A year or so ago, in Honolulu, at a traveling Chinese porcelain sales exhibit, there was a particularly enchanting large hu lu vase I regret having missed purchasing. The proprietors couldn't seem to figure out how much it cost: quoted prices varied from $8,995 to $250 (the good price I missed). It was classic blue and white Ming style, with designs of vines and bats -- a Chinese symbol of good luck, because the word for bat -- fu -- sounds the same as luck --fu. Knowing my disappointment, a friend gave me a similar vase for Christmas, although it had a standard chrysanthemum design, no bats. But not inappropriate for me --the chrysanthemum is the symbol of autumn, and another symbol of long life and duration.

Walking with my friend last May, in Wanfujing, major Beijing shopping district, (perhaps WanFUjing means lucky shopping) I was captivated by this billboard for some Chinese medicine:

And this design, in the sidewalk around West Lake in Hangzhou, gave me pause during my stroll.
I've always felt lucky, safe and healthy when I find these images.

Friday, September 3, 2010

Always Another Side


The other half of this perfect arc of a rainbow can be found over on the Yin Side. I actually stopped my car on the freeway Sept. 1 to take this shot, it was such a nice positive thing to see first thing in the morning. Half-and-half pictures because I don't have a wide angle lens on my little Casio Exilim, which for nearly five years has been faithfully doing duty not only for the everyday snapshots like this, but also on travel to the U.S. Mainland and China, at weddings and funerals, the ordination of an RC Bishop and the destruction of a sand mandala by Buddhist monks, recording my teacher's Chinese painting demonstrations and my own feeble efforts. The pocket digital workhorse is looking kind of beat up, but after all this time I am pretty adept with its controls. Only 5.0 megapixels, it seems obsolete, but, like my 20-year-old car, it still goes the distance. It does the one job it was designed for: no phone calls, no internet access, no calendar, just photography.

I only hope to become so adept with my new car radio...will it take four years? After I shot the rainbow, I managed to tune to the local NPR outlet to hear some news, some things to think about.

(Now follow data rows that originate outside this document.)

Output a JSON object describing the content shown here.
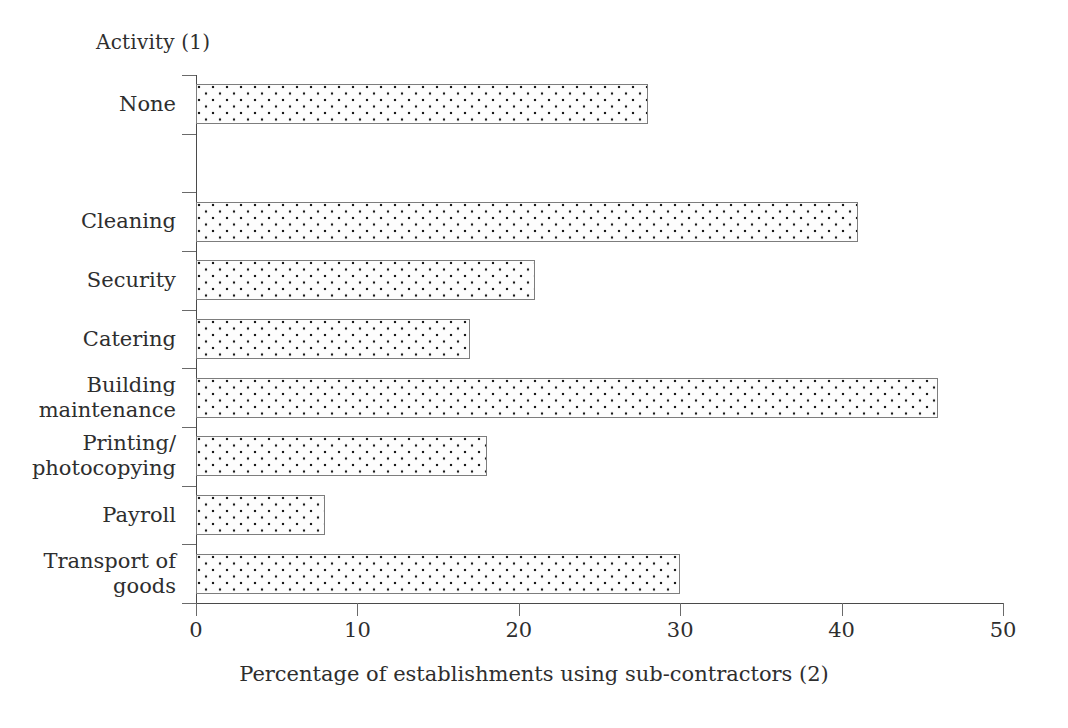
{
  "chart_data": {
    "type": "bar",
    "orientation": "horizontal",
    "title": "",
    "ylabel": "Activity (1)",
    "xlabel": "Percentage of establishments using sub-contractors (2)",
    "categories": [
      "None",
      "",
      "Cleaning",
      "Security",
      "Catering",
      "Building maintenance",
      "Printing/ photocopying",
      "Payroll",
      "Transport of goods"
    ],
    "category_lines": [
      [
        "None"
      ],
      [
        ""
      ],
      [
        "Cleaning"
      ],
      [
        "Security"
      ],
      [
        "Catering"
      ],
      [
        "Building",
        "maintenance"
      ],
      [
        "Printing/",
        "photocopying"
      ],
      [
        "Payroll"
      ],
      [
        "Transport of",
        "goods"
      ]
    ],
    "values": [
      28,
      null,
      41,
      21,
      17,
      46,
      18,
      8,
      30
    ],
    "xlim": [
      0,
      50
    ],
    "xticks": [
      0,
      10,
      20,
      30,
      40,
      50
    ],
    "xtick_labels": [
      "0",
      "10",
      "20",
      "30",
      "40",
      "50"
    ],
    "grid": false,
    "legend": false,
    "bar_fill": "dotted-pattern",
    "bar_edge_color": "#7d7d7d",
    "bar_dot_color": "#1a1a1a",
    "axis_color": "#4a4a4a",
    "text_color": "#2e2e2e",
    "background": "#ffffff"
  },
  "axis": {
    "y_title": "Activity (1)",
    "x_caption": "Percentage of establishments using sub-contractors (2)"
  }
}
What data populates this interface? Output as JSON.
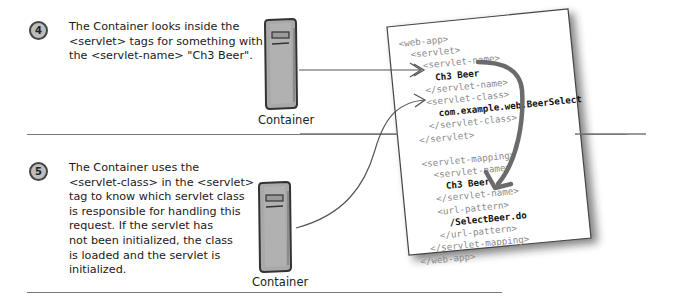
{
  "steps": [
    {
      "number": "4",
      "lines": [
        "The Container looks inside the",
        "<servlet> tags for something with",
        "the <servlet-name> \"Ch3 Beer\"."
      ],
      "container_label": "Container"
    },
    {
      "number": "5",
      "lines": [
        "The Container uses the",
        "<servlet-class> in the <servlet>",
        "tag to know which servlet class",
        "is responsible for handling this",
        "request. If the servlet has",
        "not been initialized, the class",
        "is loaded and the servlet is",
        "initialized."
      ],
      "container_label": "Container"
    }
  ],
  "deployment_descriptor": {
    "lines": [
      {
        "text": "<web-app>",
        "indent": 0,
        "kind": "tag"
      },
      {
        "text": "<servlet>",
        "indent": 1,
        "kind": "tag"
      },
      {
        "text": "<servlet-name>",
        "indent": 2,
        "kind": "tag"
      },
      {
        "text": "Ch3 Beer",
        "indent": 3,
        "kind": "val"
      },
      {
        "text": "</servlet-name>",
        "indent": 2,
        "kind": "tag"
      },
      {
        "text": "<servlet-class>",
        "indent": 2,
        "kind": "tag"
      },
      {
        "text": "com.example.web.BeerSelect",
        "indent": 3,
        "kind": "val"
      },
      {
        "text": "</servlet-class>",
        "indent": 2,
        "kind": "tag"
      },
      {
        "text": "</servlet>",
        "indent": 1,
        "kind": "tag"
      },
      {
        "text": "",
        "indent": 0,
        "kind": "blank"
      },
      {
        "text": "<servlet-mapping>",
        "indent": 1,
        "kind": "tag"
      },
      {
        "text": "<servlet-name>",
        "indent": 2,
        "kind": "tag"
      },
      {
        "text": "Ch3 Beer",
        "indent": 3,
        "kind": "val"
      },
      {
        "text": "</servlet-name>",
        "indent": 2,
        "kind": "tag"
      },
      {
        "text": "<url-pattern>",
        "indent": 2,
        "kind": "tag"
      },
      {
        "text": "/SelectBeer.do",
        "indent": 3,
        "kind": "val"
      },
      {
        "text": "</url-pattern>",
        "indent": 2,
        "kind": "tag"
      },
      {
        "text": "</servlet-mapping>",
        "indent": 1,
        "kind": "tag"
      },
      {
        "text": "</web-app>",
        "indent": 0,
        "kind": "tag"
      }
    ]
  },
  "colors": {
    "divider": "#777777",
    "server_body": "#a9a9a9",
    "arrow": "#555555",
    "code_tag": "#8a8a8a",
    "code_value": "#111111"
  }
}
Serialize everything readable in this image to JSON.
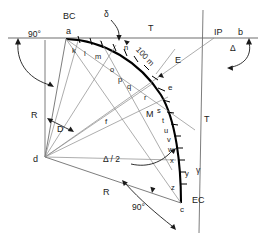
{
  "figure": {
    "colors": {
      "curve": "#000000",
      "line": "#555555",
      "tangent": "#6e6e6e",
      "text": "#1a1a1a",
      "background": "#ffffff"
    }
  },
  "points": [
    {
      "id": "bc",
      "label": "BC",
      "x": 63,
      "y": 12
    },
    {
      "id": "a",
      "label": "a",
      "x": 66,
      "y": 27
    },
    {
      "id": "ip",
      "label": "IP",
      "x": 214,
      "y": 28
    },
    {
      "id": "b",
      "label": "b",
      "x": 238,
      "y": 28
    },
    {
      "id": "d",
      "label": "d",
      "x": 33,
      "y": 155
    },
    {
      "id": "ec",
      "label": "EC",
      "x": 192,
      "y": 196
    },
    {
      "id": "c",
      "label": "c",
      "x": 180,
      "y": 206
    },
    {
      "id": "e",
      "label": "e",
      "x": 168,
      "y": 84
    },
    {
      "id": "f",
      "label": "f",
      "x": 105,
      "y": 118
    }
  ],
  "station_ticks": {
    "upper": [
      "k",
      "l",
      "m",
      "n",
      "o",
      "p",
      "q",
      "r"
    ],
    "lower": [
      "s",
      "t",
      "u",
      "v",
      "w",
      "x",
      "y",
      "z"
    ],
    "upper_positions": [
      {
        "label": "k",
        "x": 72,
        "y": 47
      },
      {
        "label": "l",
        "x": 84,
        "y": 50
      },
      {
        "label": "m",
        "x": 95,
        "y": 53
      },
      {
        "label": "n",
        "x": 124,
        "y": 44
      },
      {
        "label": "o",
        "x": 110,
        "y": 66
      },
      {
        "label": "p",
        "x": 118,
        "y": 76
      },
      {
        "label": "q",
        "x": 127,
        "y": 83
      },
      {
        "label": "r",
        "x": 144,
        "y": 94
      }
    ],
    "lower_positions": [
      {
        "label": "s",
        "x": 157,
        "y": 107
      },
      {
        "label": "t",
        "x": 162,
        "y": 117
      },
      {
        "label": "u",
        "x": 164,
        "y": 127
      },
      {
        "label": "v",
        "x": 167,
        "y": 136
      },
      {
        "label": "w",
        "x": 168,
        "y": 146
      },
      {
        "label": "x",
        "x": 170,
        "y": 157
      },
      {
        "label": "y",
        "x": 185,
        "y": 170
      },
      {
        "label": "z",
        "x": 171,
        "y": 184
      }
    ]
  },
  "labels": {
    "tangent_top": "T",
    "tangent_right": "T",
    "external": "E",
    "middle_ordinate": "M",
    "radius_left": "R",
    "radius_lower": "R",
    "chord_length": "100 m",
    "delta_small": "δ",
    "delta_big": "Δ",
    "delta_half": "Δ / 2",
    "gamma": "γ",
    "angle_d": "D",
    "right_angle_top": "90°",
    "right_angle_bottom": "90°"
  },
  "label_positions": {
    "tangent_top": {
      "x": 148,
      "y": 24
    },
    "tangent_right": {
      "x": 204,
      "y": 115
    },
    "external": {
      "x": 175,
      "y": 56
    },
    "middle_ordinate": {
      "x": 146,
      "y": 110
    },
    "radius_left": {
      "x": 31,
      "y": 111
    },
    "radius_lower": {
      "x": 103,
      "y": 188
    },
    "chord_length": {
      "x": 140,
      "y": 46
    },
    "delta_small": {
      "x": 104,
      "y": 10
    },
    "delta_big": {
      "x": 230,
      "y": 44
    },
    "delta_half": {
      "x": 103,
      "y": 155
    },
    "gamma": {
      "x": 196,
      "y": 166
    },
    "angle_d": {
      "x": 57,
      "y": 125
    },
    "right_angle_top": {
      "x": 28,
      "y": 30
    },
    "right_angle_bottom": {
      "x": 132,
      "y": 203
    }
  }
}
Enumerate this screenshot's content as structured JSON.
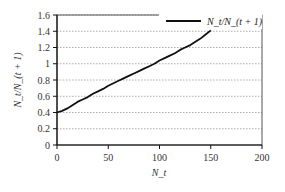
{
  "chart_data": {
    "type": "line",
    "title": "",
    "xlabel": "N_t",
    "ylabel": "N_t/N_(t + 1)",
    "xlim": [
      0,
      200
    ],
    "ylim": [
      0,
      1.6
    ],
    "x_ticks": [
      0,
      50,
      100,
      150,
      200
    ],
    "y_ticks": [
      0,
      0.2,
      0.4,
      0.6,
      0.8,
      1,
      1.2,
      1.4,
      1.6
    ],
    "y_tick_labels": [
      "0",
      "0.2",
      "0.4",
      "0.6",
      "0.8",
      "1",
      "1.2",
      "1.4",
      "1.6"
    ],
    "x_tick_labels": [
      "0",
      "50",
      "100",
      "150",
      "200"
    ],
    "grid": {
      "horizontal": true,
      "vertical": false,
      "style": "dotted"
    },
    "legend": {
      "position": "top-right",
      "entries": [
        "N_t/N_(t + 1)"
      ]
    },
    "series": [
      {
        "name": "N_t/N_(t + 1)",
        "color": "#111111",
        "x": [
          0,
          5,
          10,
          15,
          20,
          25,
          30,
          35,
          40,
          45,
          50,
          55,
          60,
          65,
          70,
          75,
          80,
          85,
          90,
          95,
          100,
          105,
          110,
          115,
          120,
          125,
          130,
          135,
          140,
          145,
          150
        ],
        "y": [
          0.4,
          0.42,
          0.45,
          0.49,
          0.53,
          0.56,
          0.59,
          0.63,
          0.66,
          0.69,
          0.73,
          0.76,
          0.79,
          0.82,
          0.85,
          0.88,
          0.91,
          0.94,
          0.97,
          1.0,
          1.04,
          1.07,
          1.1,
          1.13,
          1.17,
          1.2,
          1.23,
          1.27,
          1.31,
          1.36,
          1.41
        ]
      }
    ]
  }
}
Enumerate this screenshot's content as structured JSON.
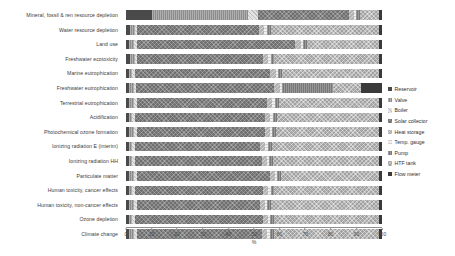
{
  "chart_data": {
    "type": "bar",
    "orientation": "horizontal",
    "stacked": true,
    "stack_mode": "percent",
    "title": "",
    "xlabel": "%",
    "ylabel": "",
    "xlim": [
      0,
      100
    ],
    "xticks": [
      0,
      10,
      20,
      30,
      40,
      50,
      60,
      70,
      80,
      90,
      100
    ],
    "grid": false,
    "legend_position": "right",
    "categories": [
      "Mineral, fossil & ren resource depletion",
      "Water resource depletion",
      "Land use",
      "Freshwater ecotoxicity",
      "Marine eutrophication",
      "Freshwater eutrophication",
      "Terrestrial eutrophication",
      "Acidification",
      "Photochemical ozone formation",
      "Ionizing radiation E (interim)",
      "Ionizing radiation HH",
      "Particulate matter",
      "Human toxicity, cancer effects",
      "Human toxicity, non-cancer effects",
      "Ozone depletion",
      "Climate change"
    ],
    "series": [
      {
        "name": "Reservoir",
        "color": "#4a4a4a",
        "values": [
          10.0,
          1.5,
          1.2,
          1.5,
          1.0,
          1.0,
          1.2,
          1.0,
          1.2,
          1.0,
          1.0,
          1.2,
          1.0,
          1.2,
          1.0,
          1.2
        ]
      },
      {
        "name": "Valve",
        "color": "#8c8c8c",
        "values": [
          37.5,
          2.0,
          2.0,
          2.0,
          1.5,
          2.0,
          2.0,
          1.5,
          2.0,
          1.5,
          1.5,
          2.0,
          1.5,
          2.0,
          1.5,
          2.0
        ]
      },
      {
        "name": "Boiler",
        "color": "#e3e3e3",
        "values": [
          4.0,
          1.0,
          1.0,
          1.0,
          1.0,
          1.0,
          1.0,
          1.0,
          1.0,
          1.0,
          1.0,
          1.0,
          1.0,
          1.0,
          1.0,
          1.0
        ]
      },
      {
        "name": "Solar collector",
        "color": "#6f6f6f",
        "values": [
          35.5,
          47.5,
          62.0,
          49.0,
          53.5,
          54.0,
          51.0,
          51.5,
          50.0,
          49.5,
          50.0,
          52.5,
          50.0,
          48.5,
          50.5,
          49.5
        ]
      },
      {
        "name": "Heat storage",
        "color": "#b3b3b3",
        "values": [
          2.0,
          2.0,
          2.0,
          2.0,
          2.0,
          2.0,
          2.0,
          2.0,
          2.0,
          2.0,
          2.0,
          2.0,
          2.0,
          2.0,
          2.0,
          2.0
        ]
      },
      {
        "name": "Temp. gauge",
        "color": "#efefef",
        "values": [
          1.0,
          1.0,
          1.0,
          1.0,
          1.0,
          1.0,
          1.0,
          1.0,
          1.0,
          1.0,
          1.0,
          1.0,
          1.0,
          1.0,
          1.0,
          1.0
        ]
      },
      {
        "name": "Pump",
        "color": "#777777",
        "values": [
          1.5,
          1.5,
          1.5,
          1.5,
          1.5,
          20.0,
          1.5,
          1.5,
          1.5,
          1.5,
          1.5,
          1.5,
          1.5,
          1.5,
          1.5,
          1.5
        ]
      },
      {
        "name": "HTF tank",
        "color": "#a2a2a2",
        "values": [
          7.5,
          42.5,
          28.3,
          41.0,
          38.5,
          11.0,
          39.3,
          40.5,
          40.3,
          42.5,
          42.0,
          38.8,
          41.0,
          42.8,
          41.5,
          41.8
        ]
      },
      {
        "name": "Flow meter",
        "color": "#3a3a3a",
        "values": [
          1.0,
          1.0,
          1.0,
          1.0,
          1.0,
          8.0,
          1.0,
          1.0,
          1.0,
          1.0,
          1.0,
          1.0,
          1.0,
          1.0,
          1.0,
          1.0
        ]
      }
    ]
  }
}
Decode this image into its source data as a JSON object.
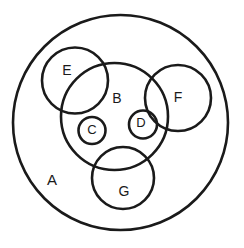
{
  "diagram": {
    "type": "venn-nested-circles",
    "background_color": "#ffffff",
    "stroke_color": "#1a1a1a",
    "canvas": {
      "width": 244,
      "height": 248
    },
    "circles": [
      {
        "id": "A",
        "label": "A",
        "cx": 120.5,
        "cy": 122.5,
        "r": 107.5,
        "stroke_width": 2.6,
        "label_x": 52,
        "label_y": 181,
        "font_size": 15
      },
      {
        "id": "B",
        "label": "B",
        "cx": 114.5,
        "cy": 116.5,
        "r": 53.5,
        "stroke_width": 2.6,
        "label_x": 117,
        "label_y": 99,
        "font_size": 14
      },
      {
        "id": "E",
        "label": "E",
        "cx": 75,
        "cy": 80.5,
        "r": 33,
        "stroke_width": 2.6,
        "label_x": 67,
        "label_y": 71,
        "font_size": 14
      },
      {
        "id": "F",
        "label": "F",
        "cx": 178,
        "cy": 98,
        "r": 33,
        "stroke_width": 2.6,
        "label_x": 178,
        "label_y": 98,
        "font_size": 14
      },
      {
        "id": "C",
        "label": "C",
        "cx": 92,
        "cy": 130.5,
        "r": 13.5,
        "stroke_width": 2.6,
        "label_x": 92,
        "label_y": 131,
        "font_size": 13
      },
      {
        "id": "D",
        "label": "D",
        "cx": 143,
        "cy": 124.5,
        "r": 14,
        "stroke_width": 2.6,
        "label_x": 141,
        "label_y": 124,
        "font_size": 13
      },
      {
        "id": "G",
        "label": "G",
        "cx": 123,
        "cy": 178,
        "r": 31,
        "stroke_width": 2.6,
        "label_x": 124,
        "label_y": 192,
        "font_size": 14
      }
    ]
  }
}
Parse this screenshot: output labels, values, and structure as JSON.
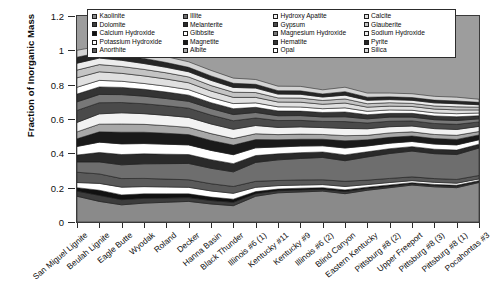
{
  "chart_data": {
    "type": "area",
    "title": "",
    "xlabel": "",
    "ylabel": "Fraction of Inorganic Mass",
    "ylim": [
      0,
      1.2
    ],
    "yticks": [
      "0",
      "0.2",
      "0.4",
      "0.6",
      "0.8",
      "1",
      "1.2"
    ],
    "ytick_values": [
      0,
      0.2,
      0.4,
      0.6,
      0.8,
      1,
      1.2
    ],
    "grid": false,
    "stacked": true,
    "legend_position": "top-inside",
    "legend_columns": 4,
    "background_color": "#9d9d9d",
    "categories": [
      "San Miguel Lignite",
      "Beulah Lignite",
      "Eagle Butte",
      "Wyodak",
      "Roland",
      "Decker",
      "Hanna Basin",
      "Black Thunder",
      "Illinois #6 (1)",
      "Kentucky #11",
      "Kentucky #9",
      "Illinois #6 (2)",
      "Blind Canyon",
      "Eastern Kentucky",
      "Pittsburg #8 (2)",
      "Upper Freeport",
      "Pittsburg #8 (3)",
      "Pittsburg #8 (1)",
      "Pocahontas #3"
    ],
    "series": [
      {
        "name": "Kaolinite",
        "color": "#8a8a8a",
        "values": [
          0.15,
          0.12,
          0.1,
          0.11,
          0.115,
          0.12,
          0.105,
          0.095,
          0.15,
          0.17,
          0.175,
          0.18,
          0.165,
          0.185,
          0.2,
          0.215,
          0.205,
          0.2,
          0.23
        ]
      },
      {
        "name": "Dolomite",
        "color": "#3c3c3c",
        "values": [
          0.03,
          0.035,
          0.03,
          0.028,
          0.025,
          0.022,
          0.02,
          0.02,
          0.015,
          0.012,
          0.012,
          0.01,
          0.012,
          0.01,
          0.008,
          0.008,
          0.008,
          0.008,
          0.006
        ]
      },
      {
        "name": "Calcium Hydroxide",
        "color": "#111111",
        "values": [
          0.02,
          0.03,
          0.028,
          0.026,
          0.024,
          0.022,
          0.02,
          0.018,
          0.012,
          0.01,
          0.01,
          0.01,
          0.01,
          0.008,
          0.008,
          0.006,
          0.006,
          0.006,
          0.005
        ]
      },
      {
        "name": "Potassium Hydroxide",
        "color": "#ffffff",
        "values": [
          0.03,
          0.04,
          0.045,
          0.042,
          0.04,
          0.038,
          0.036,
          0.034,
          0.025,
          0.02,
          0.018,
          0.018,
          0.02,
          0.015,
          0.014,
          0.012,
          0.012,
          0.012,
          0.01
        ]
      },
      {
        "name": "Anorthite",
        "color": "#5a5a5a",
        "values": [
          0.06,
          0.055,
          0.05,
          0.048,
          0.046,
          0.044,
          0.042,
          0.04,
          0.035,
          0.03,
          0.03,
          0.028,
          0.03,
          0.026,
          0.024,
          0.022,
          0.022,
          0.022,
          0.02
        ]
      },
      {
        "name": "Illite",
        "color": "#6e6e6e",
        "values": [
          0.06,
          0.07,
          0.08,
          0.085,
          0.09,
          0.095,
          0.09,
          0.085,
          0.11,
          0.12,
          0.125,
          0.13,
          0.12,
          0.135,
          0.145,
          0.15,
          0.145,
          0.145,
          0.16
        ]
      },
      {
        "name": "Melanterite",
        "color": "#2a2a2a",
        "values": [
          0.04,
          0.055,
          0.06,
          0.058,
          0.055,
          0.052,
          0.05,
          0.048,
          0.04,
          0.035,
          0.034,
          0.032,
          0.034,
          0.03,
          0.028,
          0.026,
          0.026,
          0.026,
          0.022
        ]
      },
      {
        "name": "Gibbsite",
        "color": "#ffffff",
        "values": [
          0.05,
          0.06,
          0.062,
          0.06,
          0.058,
          0.056,
          0.054,
          0.052,
          0.045,
          0.04,
          0.038,
          0.036,
          0.04,
          0.034,
          0.032,
          0.03,
          0.03,
          0.03,
          0.026
        ]
      },
      {
        "name": "Magnetite",
        "color": "#1a1a1a",
        "values": [
          0.045,
          0.06,
          0.068,
          0.066,
          0.064,
          0.06,
          0.058,
          0.056,
          0.048,
          0.042,
          0.04,
          0.038,
          0.042,
          0.036,
          0.034,
          0.032,
          0.032,
          0.032,
          0.028
        ]
      },
      {
        "name": "Albite",
        "color": "#a8a8a8",
        "values": [
          0.04,
          0.045,
          0.048,
          0.046,
          0.044,
          0.042,
          0.04,
          0.038,
          0.034,
          0.03,
          0.03,
          0.028,
          0.03,
          0.026,
          0.026,
          0.024,
          0.024,
          0.024,
          0.02
        ]
      },
      {
        "name": "Hydroxy Apatite",
        "color": "#f2f2f2",
        "values": [
          0.055,
          0.06,
          0.065,
          0.062,
          0.06,
          0.058,
          0.056,
          0.054,
          0.048,
          0.042,
          0.042,
          0.04,
          0.042,
          0.038,
          0.036,
          0.034,
          0.034,
          0.034,
          0.03
        ]
      },
      {
        "name": "Gypsum",
        "color": "#4a4a4a",
        "values": [
          0.07,
          0.065,
          0.06,
          0.058,
          0.056,
          0.054,
          0.052,
          0.05,
          0.044,
          0.04,
          0.038,
          0.036,
          0.04,
          0.034,
          0.032,
          0.03,
          0.03,
          0.03,
          0.026
        ]
      },
      {
        "name": "Magnesium Hydroxide",
        "color": "#787878",
        "values": [
          0.05,
          0.048,
          0.046,
          0.044,
          0.042,
          0.04,
          0.038,
          0.036,
          0.032,
          0.028,
          0.028,
          0.026,
          0.028,
          0.024,
          0.024,
          0.022,
          0.022,
          0.022,
          0.018
        ]
      },
      {
        "name": "Hematite",
        "color": "#343434",
        "values": [
          0.045,
          0.044,
          0.042,
          0.04,
          0.038,
          0.036,
          0.034,
          0.034,
          0.03,
          0.028,
          0.026,
          0.026,
          0.028,
          0.024,
          0.022,
          0.022,
          0.022,
          0.022,
          0.018
        ]
      },
      {
        "name": "Opal",
        "color": "#ffffff",
        "values": [
          0.04,
          0.038,
          0.036,
          0.034,
          0.034,
          0.032,
          0.03,
          0.03,
          0.026,
          0.024,
          0.024,
          0.022,
          0.024,
          0.02,
          0.02,
          0.018,
          0.018,
          0.018,
          0.016
        ]
      },
      {
        "name": "Calcite",
        "color": "#e0e0e0",
        "values": [
          0.055,
          0.05,
          0.046,
          0.044,
          0.042,
          0.04,
          0.038,
          0.036,
          0.032,
          0.028,
          0.028,
          0.026,
          0.028,
          0.024,
          0.022,
          0.022,
          0.022,
          0.022,
          0.018
        ]
      },
      {
        "name": "Glauberite",
        "color": "#c4c4c4",
        "values": [
          0.045,
          0.042,
          0.04,
          0.038,
          0.036,
          0.034,
          0.032,
          0.03,
          0.028,
          0.024,
          0.024,
          0.022,
          0.024,
          0.02,
          0.02,
          0.018,
          0.018,
          0.018,
          0.016
        ]
      },
      {
        "name": "Sodium Hydroxide",
        "color": "#ededed",
        "values": [
          0.04,
          0.038,
          0.036,
          0.034,
          0.032,
          0.03,
          0.03,
          0.028,
          0.026,
          0.022,
          0.022,
          0.02,
          0.022,
          0.02,
          0.018,
          0.018,
          0.018,
          0.018,
          0.014
        ]
      },
      {
        "name": "Pyrite",
        "color": "#262626",
        "values": [
          0.035,
          0.032,
          0.03,
          0.03,
          0.028,
          0.026,
          0.026,
          0.024,
          0.022,
          0.02,
          0.02,
          0.018,
          0.02,
          0.018,
          0.016,
          0.016,
          0.016,
          0.016,
          0.014
        ]
      },
      {
        "name": "Silica",
        "color": "#d4d4d4",
        "values": [
          0.04,
          0.038,
          0.036,
          0.034,
          0.034,
          0.032,
          0.032,
          0.03,
          0.028,
          0.026,
          0.026,
          0.024,
          0.026,
          0.024,
          0.022,
          0.022,
          0.022,
          0.022,
          0.018
        ]
      }
    ]
  },
  "axes": {
    "y_title": "Fraction of Inorganic Mass"
  }
}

I learned from someone who runs some kind of "senior" home health care service that 7 out of 10 deaths in the growing population of folks 60+ are ultimately due to falls. I haven't been aware of being in such a demographic since the last time I was thought to be a "senior," the 45th anniversary of which condition is coming up next month. I won't make the high school reunion on the East Coast, but I have been thinking much about those of us on the leading edge of the Big Boom. I was so excited then to be a "senior," ascending the side of the rainbow leading to a wide open future; how quickly we reach the zenith and slide down the other. This melancholy thinking does remind me that I must step up my qigong exercises, one movement of which is called "past the rainbow." Qigong does promote balance, which I can always use more of, and thus, prevent falls.

Next news item was about affordable housing in Kaneohe. The state has spent $60 million on affordable studios and 2-bedroom units to rent to qualifying (poor) folks for ~$365-$865 a month. For perspective, my condo maintenance fee (which seems to be financing deforestation in my "woodland" complex) is just in the middle of that range.

As I was contemplating this, the next item had to do with affordable hotels in Makena, a Maui resort neighborhood adjacent to the ultra-pricey Wailea. The Makena development will feature rooms in the "affordable" $200-250 range, a value, I guess, if you can't pay the $400 to $500 nightly costs in Wailea. Such contrasts. I do hope that the folks in the cheap studios in Kaneohe have better manners than some of the Wailea guests. I have a friend who works in a dress shop there who has on more than one occasion found urine in the trash cans in the fitting rooms. Which just suggests that money doesn't buy decency.

After these curious news reports, I turned the radio off (having learned how to do that) to drive in silence (not counting the Miata's purr), contemplating the sun rising from behind the mauka cloud banks. Later that night, I watched the same sun set off my lanai. It gave me a sense of balance.